Anja Jauernig (Pittsburgh) to NYU


Anja Jauernig, currently associate professor of philosophy at the University of Pittsburgh, has accepted a senior offer from New York University, starting in January, 2015 (via Leiter). One could say she works on Kant and early modern philosophy, or one could just defer to her own words, which include a brief defense of the history of philosophy:

My main interests in philosophy lie in an area that one might call ‘historically informed and inspired philosophy’ by which I mean a kind of philosophy that is grounded in the ideas and questions of philosophers of the past but also contributes to the contemporary philosophical debate. My motivation to engage in a dialogue with these historical figures is not mere historical curiosity but primarily the belief that such a dialogue is an invaluable tool for gaining a better understanding of central philosophical problems that are as gripping and difficult today as they were back then.
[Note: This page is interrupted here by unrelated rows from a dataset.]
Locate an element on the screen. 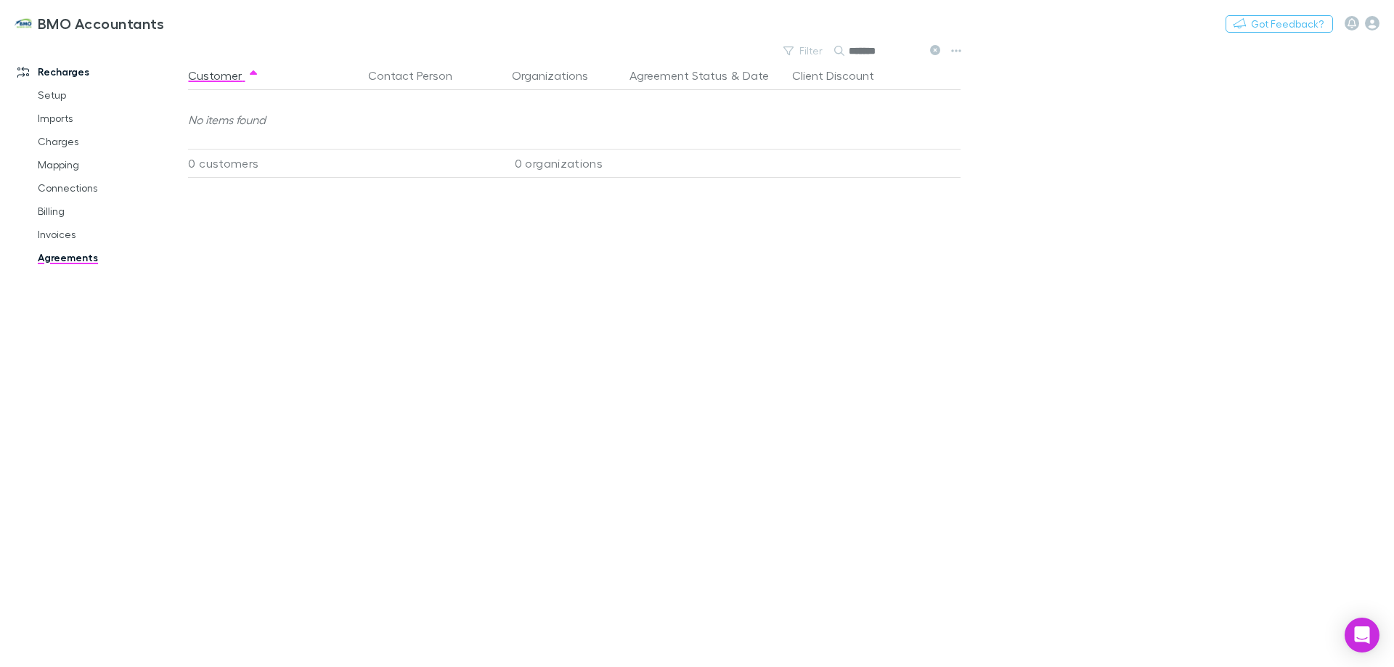  div: 0 customers is located at coordinates (275, 163).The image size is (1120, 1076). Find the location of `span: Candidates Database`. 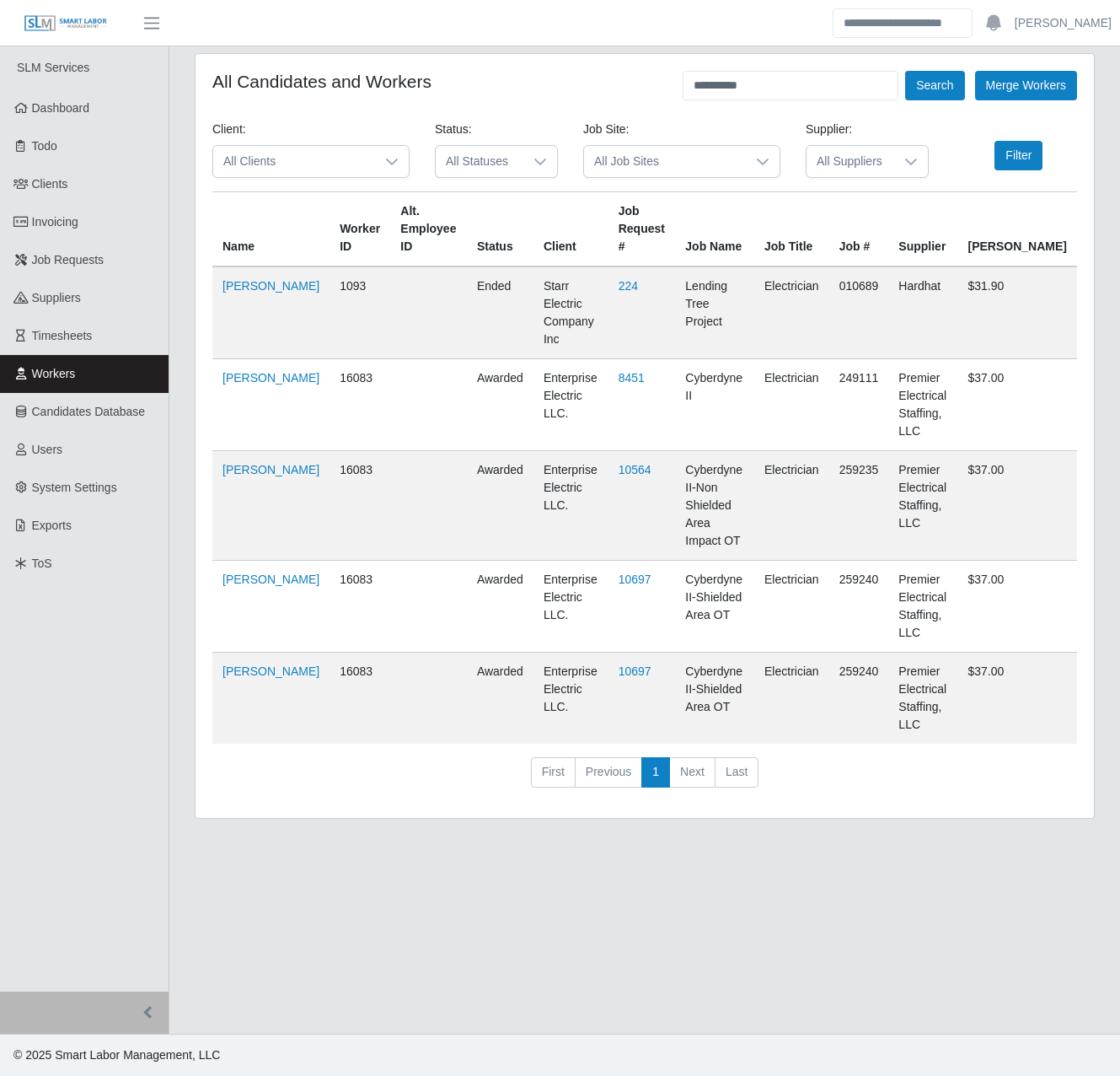

span: Candidates Database is located at coordinates (88, 412).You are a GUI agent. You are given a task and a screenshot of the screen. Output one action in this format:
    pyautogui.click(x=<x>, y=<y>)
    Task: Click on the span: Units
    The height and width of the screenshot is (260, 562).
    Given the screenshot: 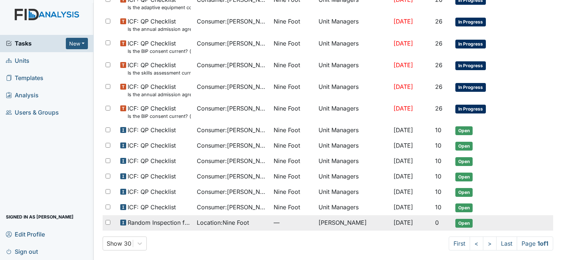 What is the action you would take?
    pyautogui.click(x=18, y=61)
    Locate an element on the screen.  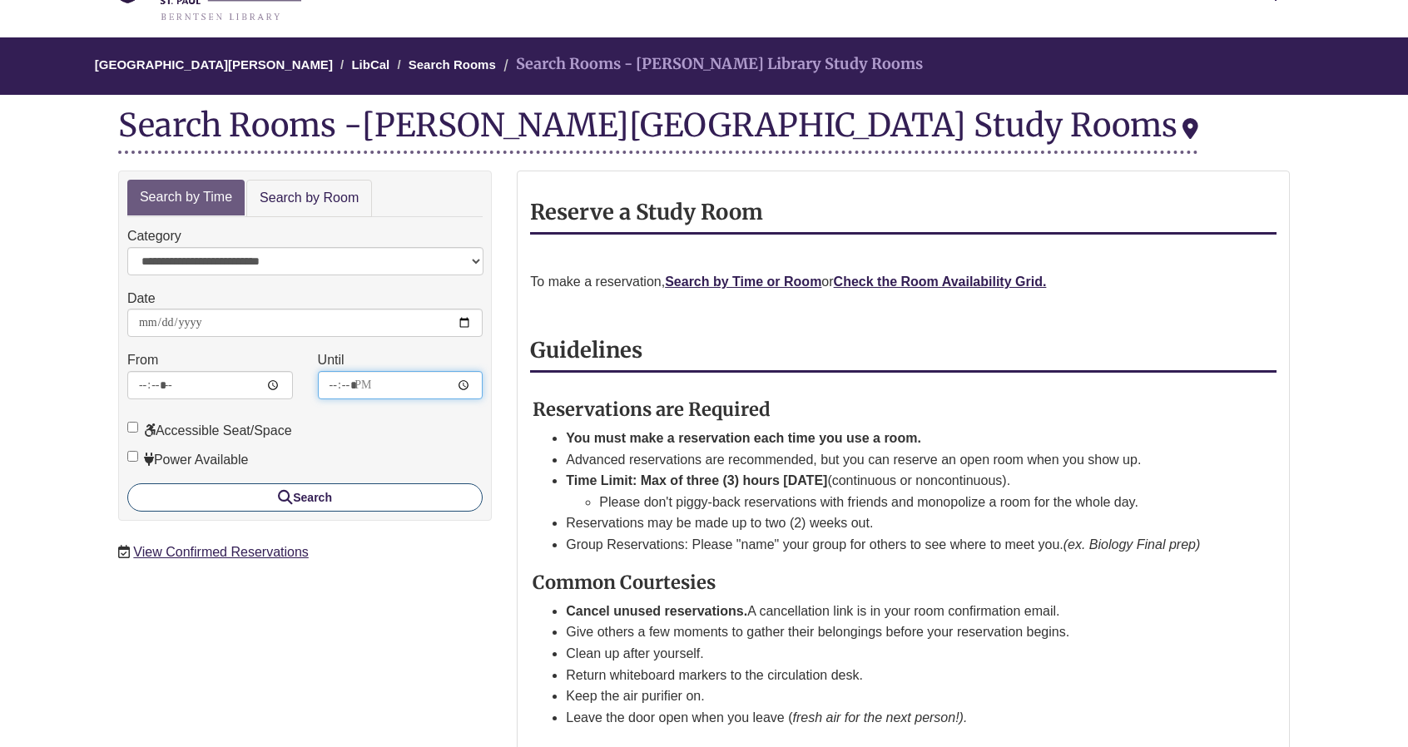
li: A cancellation link is in your room confirmation email. is located at coordinates (901, 611).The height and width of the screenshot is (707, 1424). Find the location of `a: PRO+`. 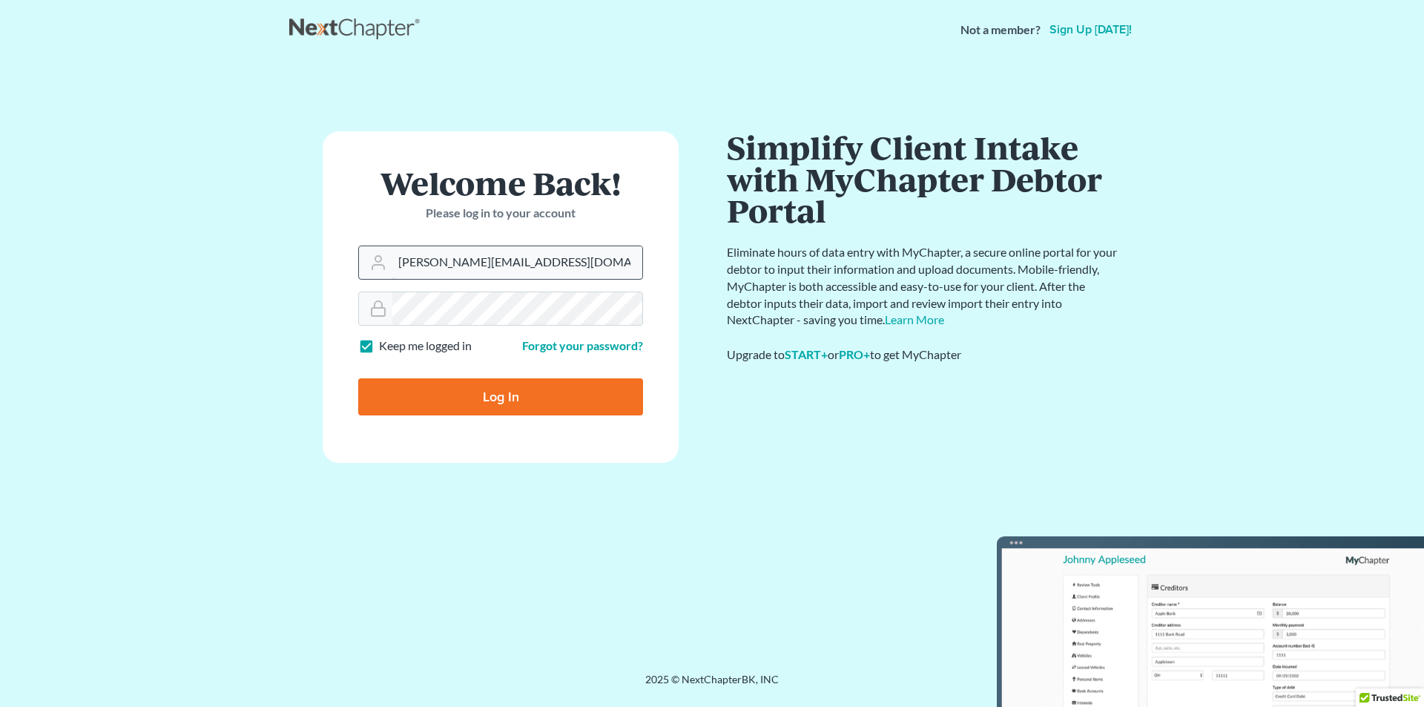

a: PRO+ is located at coordinates (854, 354).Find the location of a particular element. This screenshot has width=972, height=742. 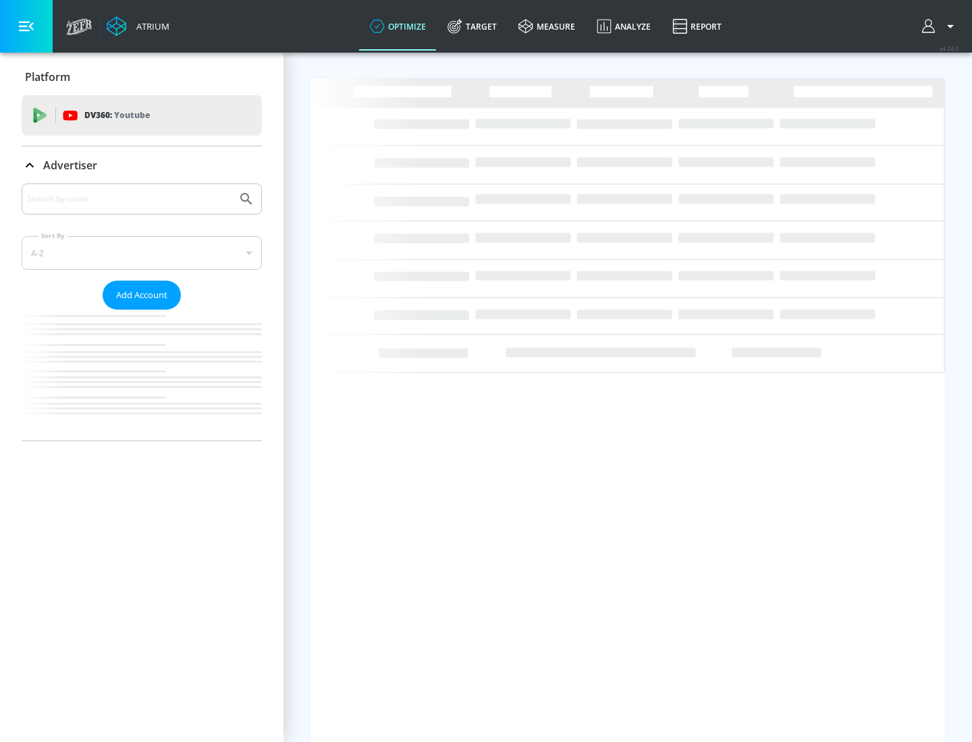

a: Target is located at coordinates (472, 26).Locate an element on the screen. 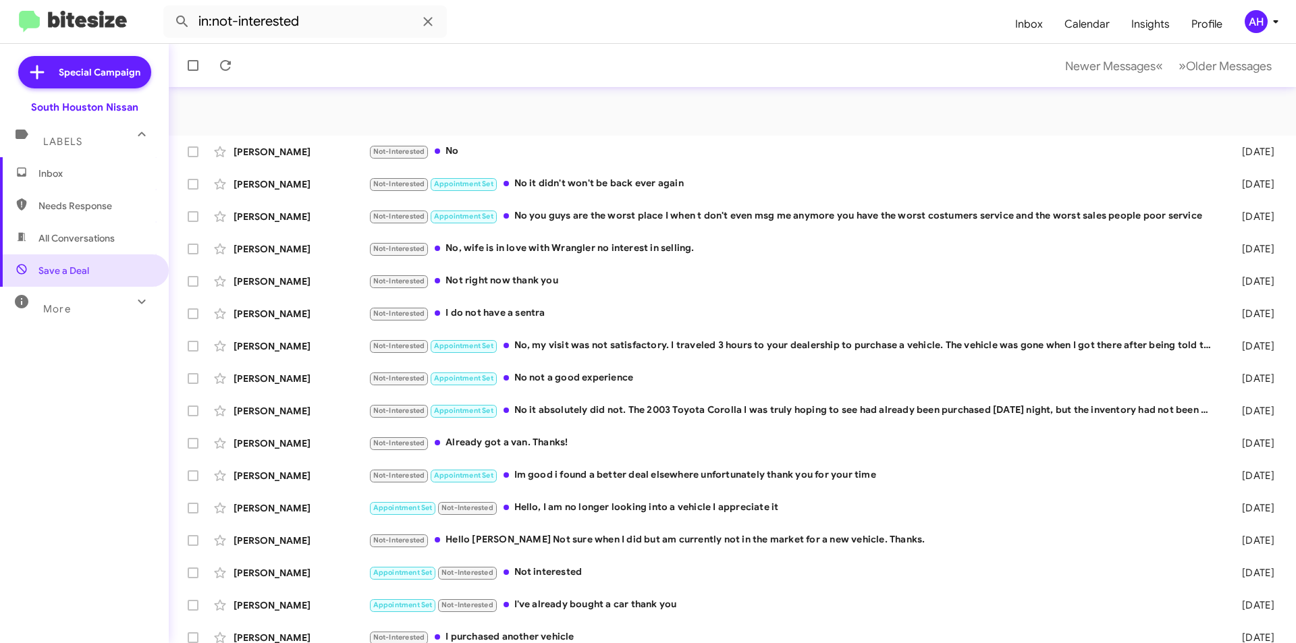 The width and height of the screenshot is (1296, 643). input: Search is located at coordinates (305, 22).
Philosophy does not happen in a vacuum, it is a discipline with a rich history. To my mind, the presuppositions and implicit assumptions that are built into many philosophical questions and problems can only be adequately understood if their historical lineage is sufficiently appreciated. And since understanding the presuppositions of a problem is a necessary condition for understanding the problem itself, and since understanding a problem is a necessary condition for solving it, I take a certain amount of historical work to be an essential component of any kind of responsible philosophical research…. The historical period that I feel most at home in ranges from the mid-17th to the early 20th century. Within this period I am especially interested in all things rationalist and idealist. My favorite dead interlocutors are Gottfried Wilhelm Leibniz and Immanuel Kant.